People who are not vaccinated disproportionately socialize with people their own age who are also unvaccinated, Dix said. Combined with the more transmissible Delta variant, that’s been a significant contribution to the spread of COVID in the Central Okanagan, he said.

He downplayed the role visitors from Alberta might play.

“This isn’t an Alberta problem brought to B.C.,” Dix said. “The COVID-19 pandemic is everywhere and the transmission you see in the Central Okanagan is principally transmitted in social gatherings. So, it’s either been family gatherings where it’s been transmitted or gatherings in the community. It’s not the case in the Central Okanagan that this is imported from Alberta. There may be some people who that’s true of but this is also something we have to deal with. We can’t look somewhere else and say there’s an easy answer and point to someone else.”
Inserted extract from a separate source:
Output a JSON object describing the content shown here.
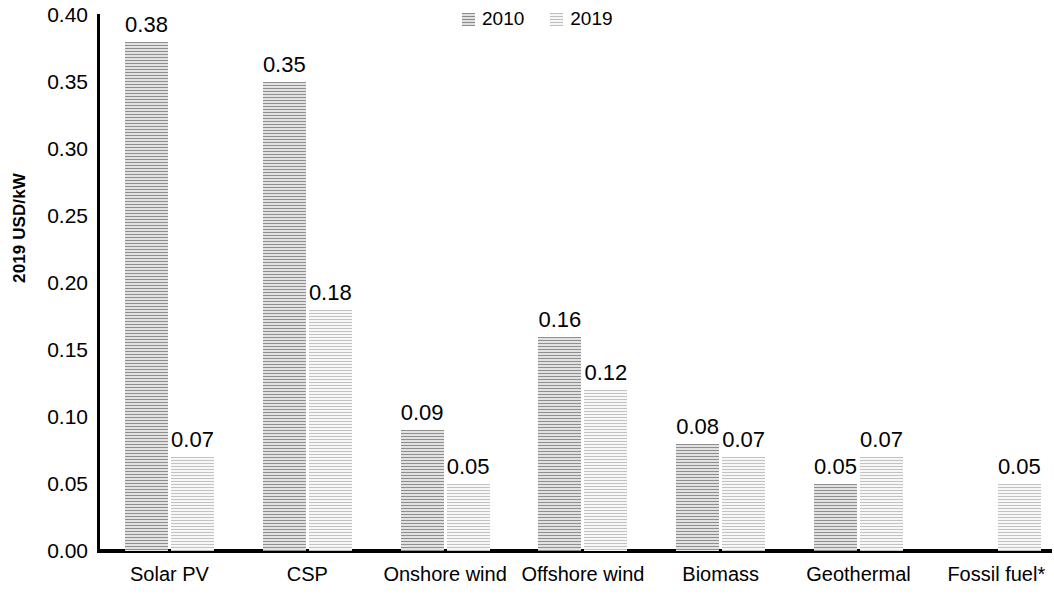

Today is “Walk-in Wednesday” throughout B.C. where anyone over the age of 12 can walk into any clinic and get their first vaccine dose and anyone vaccinated before June 16 can get their second dose.

One key reason for those in the 25-50 age group to get vaccinated is because they love to travel, Dix said.

“We need people to get vaccinated for their own protection but also for their opportunities,” Dix said. “A lot of young people like to travel – they travel more than me – and you’re not going to be able to leave Canada if you’re not vaccinated.”